113 Considerable progress has been made in releasing Bush administration records since Executive Order 13489 eased access to presidential papers, but much work remains.

114 Maynard, Out of the Shadow, 128. In Jeffrey Engel's view, Bush intended ‘to keep the world moving in the right direction’ rather than to transform the role of the United States in the world. Jeffrey A. Engel, ‘A Better World – but Don't Get Carried Away: The Foreign Policy of George H. W. Bush Twenty Years On’, Diplomatic History 34:1 (January 2010): 45.

115 Memorandum of Conversation, 5 July 1989, in Munteanu, ed. ‘The End of the Cold War.’

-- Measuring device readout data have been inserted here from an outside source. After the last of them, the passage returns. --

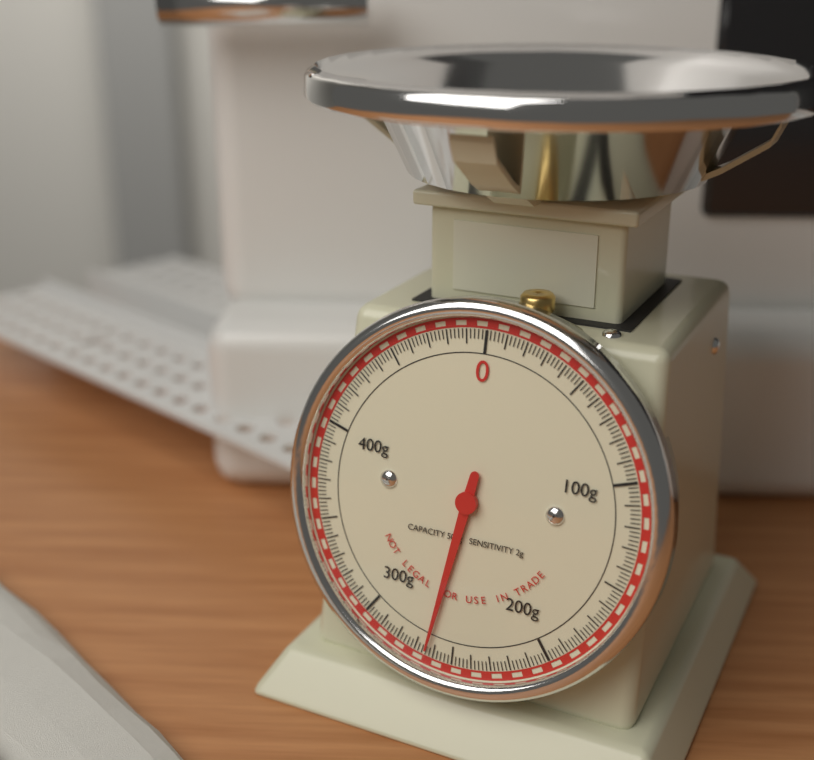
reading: 264 g
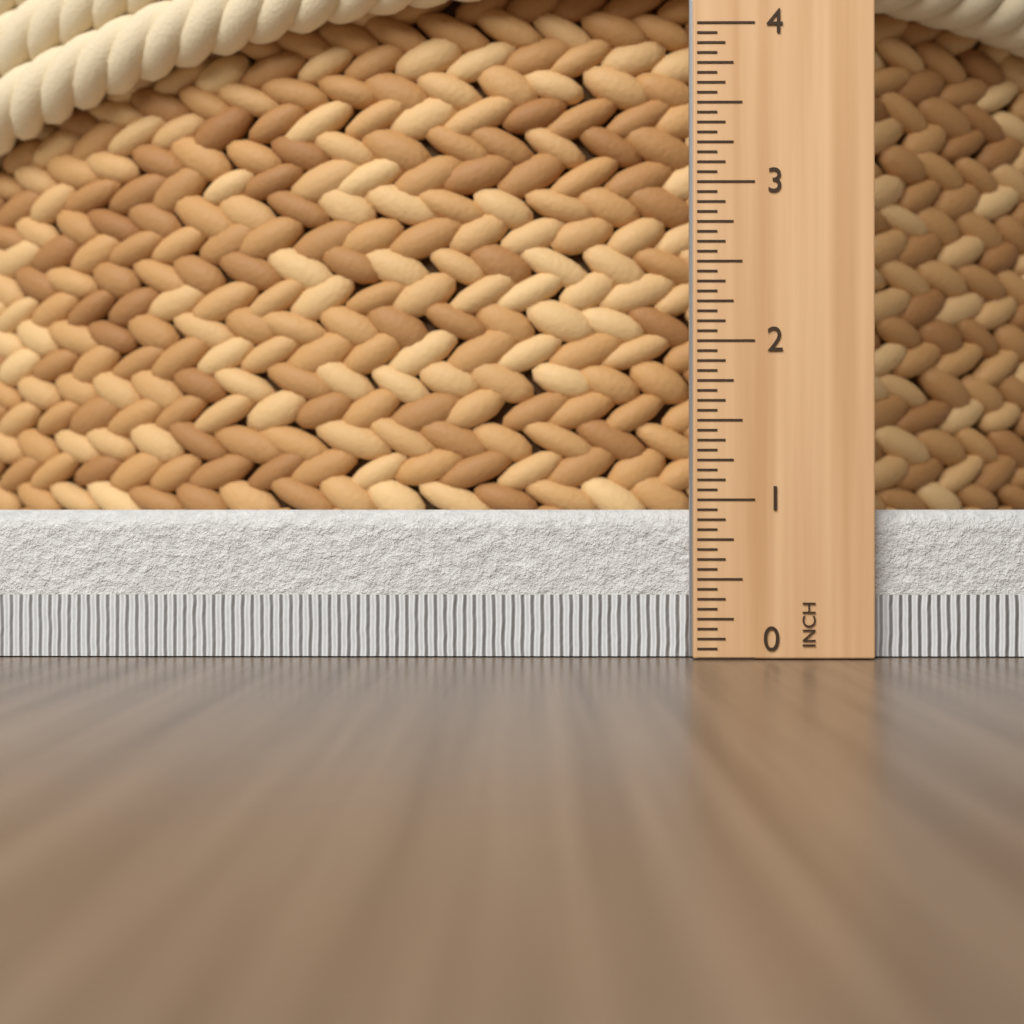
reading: 0.9375 in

116 Former secretary of defense James Schlesinger suggested the Bush administration was ‘lost without its Cold War map.’ Quoted in Sparrow, ‘Resumption of History’.

117 In Sarotte's view, the ‘prefab model’ promoted stability but led to continuing tension in Europe. Mary Elise Sarotte, 1989: The Struggle to Create Post-Cold War Europe (Princeton: Princeton University Press, 2009), 8.